The Desert National Wildlife Refuge is a protected wildlife refuge, administered by the U.S. Fish and Wildlife Service, located north of Las Vegas, Nevada, in northwestern Clark and southwestern Lincoln counties, with much of its land area lying within the southeastern section of the Nevada Test and Training Range. The Desert NWR, created on May 20, 1936, is the largest wildlife refuge in the lower 48 states of the United States, encompassing 1.615 million acres (6,540 km2) of the Mojave Desert in the southern part of Nevada. This Range is part of the larger Desert National Wildlife Refuge Complex, which includes the Ash Meadows National Wildlife Refuge, Moapa Valley National Wildlife Refuge, Pahranagat National Wildlife Refuge, and the Amargosa Pupfish Station.
Read more about Desert National Wildlife Refuge: Description of Refuge
Famous quotes containing the words desert, national, wildlife and/or refuge:
“The skylines lit up at dead of night, the air- conditioning systems cooling empty hotels in the desert and artificial light in the middle of the day all have something both demented and admirable about them. The mindless luxury of a rich civilization, and yet of a civilization perhaps as scared to see the lights go out as was the hunter in his primitive night.”
—Jean Baudrillard (b. 1929)
“It is no part of the functions of the National Government to find employment for the people, and if we were to appropriate a hundred millions for his purpose, we should only be taxing 40 millions of people to keep a few thousand employed.”
—James A. Garfield (18311881)
“Russian forests crash down under the axe, billions of trees are dying, the habitations of animals and birds are layed waste, rivers grow shallow and dry up, marvelous landscapes are disappearing forever.... Man is endowed with creativity in order to multiply that which has been given him; he has not created, but destroyed. There are fewer and fewer forests, rivers are drying up, wildlife has become extinct, the climate is ruined, and the earth is becoming ever poorer and uglier.”
—Anton Pavlovich Chekhov (18601904)
“The world of crime ... is a last refuge of the authentic, uncorrupted, spontaneous event.”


(Exercise aim)
All of the entries below should be returned verbatim, apart from the pictures.

(Source data)
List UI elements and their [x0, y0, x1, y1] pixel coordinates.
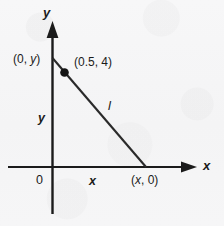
x-axis-arrowhead [181, 161, 197, 172]
y-intercept-label: (0, y) [13, 53, 40, 65]
horizontal-leg-label: x [89, 175, 96, 188]
x-axis-label: x [203, 159, 210, 172]
coordinate-plane-drawing [0, 0, 224, 226]
origin-label: 0 [36, 174, 43, 187]
y-axis-label: y [43, 6, 50, 19]
vertical-leg-label: y [38, 112, 45, 125]
marked-point-label: (0.5, 4) [74, 56, 112, 68]
x-intercept-label: (x, 0) [131, 174, 158, 186]
marked-point-dot [60, 68, 69, 77]
y-axis-arrowhead [47, 21, 59, 38]
line-label: l [108, 99, 111, 112]
figure-canvas: y x (0, y) (0.5, 4) y l 0 x (x, 0) [0, 0, 224, 226]
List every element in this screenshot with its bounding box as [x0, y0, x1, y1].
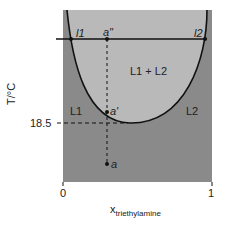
label-l1-region: L1 — [70, 106, 82, 117]
point-a — [105, 162, 109, 166]
y-axis-label: T/°C — [6, 83, 17, 105]
label-l1: l1 — [76, 28, 85, 39]
label-a: a — [111, 159, 117, 170]
point-l2 — [203, 37, 207, 41]
label-two-phase: L1 + L2 — [130, 66, 167, 77]
y-tick-18-5: 18.5 — [30, 118, 51, 129]
label-a-prime: a' — [110, 106, 118, 117]
label-a-double-prime: a" — [103, 27, 113, 38]
point-l1 — [69, 37, 73, 41]
label-l2: l2 — [194, 28, 203, 39]
x-tick-label-1: 1 — [208, 188, 214, 199]
x-axis-label: xtriethylamine — [110, 204, 161, 219]
label-l2-region: L2 — [186, 106, 198, 117]
x-axis-label-sub: triethylamine — [116, 209, 161, 218]
point-a-prime — [105, 110, 109, 114]
x-tick-label-0: 0 — [60, 188, 66, 199]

(Answer to this exercise)
List UI elements and their [x0, y0, x1, y1] pixel coordinates.
x-axis-arrowhead [181, 161, 197, 172]
y-intercept-label: (0, y) [13, 53, 40, 65]
horizontal-leg-label: x [89, 175, 96, 188]
x-axis-label: x [203, 159, 210, 172]
coordinate-plane-drawing [0, 0, 224, 226]
origin-label: 0 [36, 174, 43, 187]
y-axis-label: y [43, 6, 50, 19]
vertical-leg-label: y [38, 112, 45, 125]
marked-point-label: (0.5, 4) [74, 56, 112, 68]
x-intercept-label: (x, 0) [131, 174, 158, 186]
marked-point-dot [60, 68, 69, 77]
y-axis-arrowhead [47, 21, 59, 38]
line-label: l [108, 99, 111, 112]
figure-canvas: y x (0, y) (0.5, 4) y l 0 x (x, 0) [0, 0, 224, 226]
List every element in this screenshot with its bounding box as [x0, y0, x1, y1].
label-l1-region: L1 — [70, 106, 82, 117]
point-a — [105, 162, 109, 166]
y-axis-label: T/°C — [6, 83, 17, 105]
label-l1: l1 — [76, 28, 85, 39]
label-a: a — [111, 159, 117, 170]
point-l2 — [203, 37, 207, 41]
label-two-phase: L1 + L2 — [130, 66, 167, 77]
y-tick-18-5: 18.5 — [30, 118, 51, 129]
label-a-prime: a' — [110, 106, 118, 117]
label-a-double-prime: a" — [103, 27, 113, 38]
point-l1 — [69, 37, 73, 41]
label-l2: l2 — [194, 28, 203, 39]
x-tick-label-1: 1 — [208, 188, 214, 199]
x-axis-label: xtriethylamine — [110, 204, 161, 219]
label-l2-region: L2 — [186, 106, 198, 117]
x-axis-label-sub: triethylamine — [116, 209, 161, 218]
point-a-prime — [105, 110, 109, 114]
x-tick-label-0: 0 — [60, 188, 66, 199]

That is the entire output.